When designing your reports, and especially when designing reports for the Web, you should allow report users to drive the data they see. In other words, display summarized information so each user can navigate the report quickly and then drill down to access additional data. In this way, Web traffic and response times are minimized, because only the data requested by the user is transferred from the database server.

These are only a few of the benefits of designing user-driven reports:

  • Report users gain interactive control over the type and quantity of information they view over the Web.
  • Data transfer and network traffic decrease, because only the information requested by users is returned from the database server.
  • When users need real-time reporting of live data over the Web, user-oriented reports respond quickly and communicate efficiently with the database server.
  • Reports become more useful, because each user customizes the report's contents, thereby creating a reporting solution specific to his or her particular decision-making problem.

Summary Reports

Designing and distributing summary reports is a relatively easy way to ensure that users quickly find the data they need over the Web. A summary report can include as much data as any other report. However, by hiding a summary report's Details section, you avoid overwhelming users with data they may not immediately need.

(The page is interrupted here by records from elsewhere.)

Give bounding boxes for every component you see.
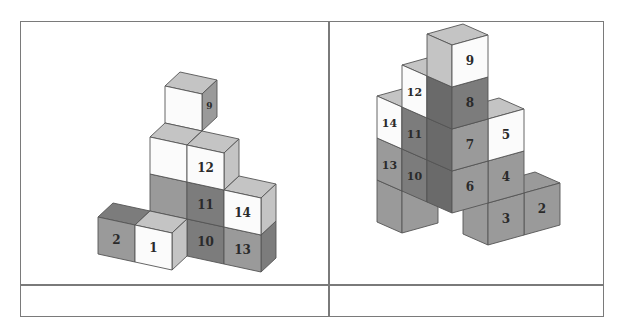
column-divider: [328, 22, 330, 316]
cell-right-figure: [330, 22, 603, 284]
cell-right-caption: [330, 286, 603, 316]
row-divider: [21, 284, 603, 286]
cell-left-figure: [21, 22, 328, 284]
figure-table: [20, 21, 604, 317]
cell-left-caption: [21, 286, 328, 316]
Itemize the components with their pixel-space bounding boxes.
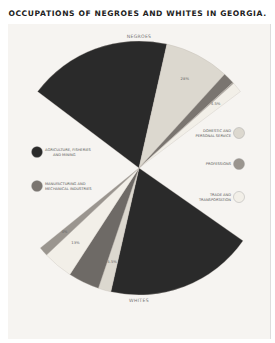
legend-label: PERSONAL SERVICE bbox=[196, 134, 232, 138]
legend-label: TRANSPORTATION bbox=[198, 198, 231, 202]
chart-svg: 28%4.5%NEGROES5.5%13%4%WHITESAGRICULTURE… bbox=[0, 0, 275, 343]
group-label-whites: WHITES bbox=[129, 298, 149, 303]
legend-swatch bbox=[32, 147, 43, 158]
legend-swatch bbox=[234, 128, 245, 139]
legend-swatch bbox=[234, 192, 245, 203]
legend-label: PROFESSIONS bbox=[206, 162, 232, 166]
group-label-negroes: NEGROES bbox=[127, 34, 152, 39]
legend-label: DOMESTIC AND bbox=[203, 129, 231, 133]
slice-percent-label: 5.5% bbox=[107, 259, 117, 264]
legend-label: AGRICULTURE, FISHERIES bbox=[45, 148, 91, 152]
slice-percent-label: 13% bbox=[71, 240, 80, 245]
legend-label: MECHANICAL INDUSTRIES bbox=[45, 187, 92, 191]
slice-percent-label: 4.5% bbox=[211, 101, 221, 106]
slice-percent-label: 4% bbox=[61, 229, 67, 234]
legend-label: AND MINING bbox=[53, 153, 76, 157]
legend-label: TRADE AND bbox=[209, 193, 231, 197]
slice-percent-label: 28% bbox=[181, 76, 190, 81]
legend-label: MANUFACTURING AND bbox=[45, 182, 86, 186]
legend-swatch bbox=[32, 181, 43, 192]
legend-swatch bbox=[234, 159, 245, 170]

When the Details section is hidden, users navigate with the Group tree first, to locate the desired data. Then, by drilling down on the report, they can request specific data, which is returned quickly without unnecessary records. This is especially important for improving navigation of long summary reports, which might consist of hundreds, thousands, or even tens of thousands of pages.

On-Demand Subreports

If your report has a section that handles a large number of records, you can put that section into an on-demand subreport. An on-demand subreport appears as a hyperlink in the primary report. When you open the primary report, no data is retrieved for the on-demand subreport until you drill down on the hyperlink.

For example, when designing a report that shows each employee's quarterly sales for each product and each product type, you might also want to track each employee's progress by including weekly sales information. This additional data, however, may not be of interest to many users viewing the report. In such a case, extract the weekly sales portion of the report and attach it as an on-demand subreport. Detailed information about weekly sales is retrieved from the database only when a user drills down on the on-demand subreport.

Many report objects — such as large cross-tabs and advanced charts — are ideal candidates to include in on-demand subreports, so that the object is not processed until you drill down.

You could also place such report objects in a hidden Details section of a report that uses the Perform Grouping On Server option. When you do this, the database server performs the majority of the processing, and only a subset of the records is transferred from the server to the local machine.

Linking Tables instead of Linking Subreports

Whenever possible, coordinate your report data by linking database tables with the Visual Linking Expert, rather than by linking regular subreports — that is, subreports that aren't on-demand subreports — to the main report. Since each subreport is run as a separate report, linked tables often have a performance advantage.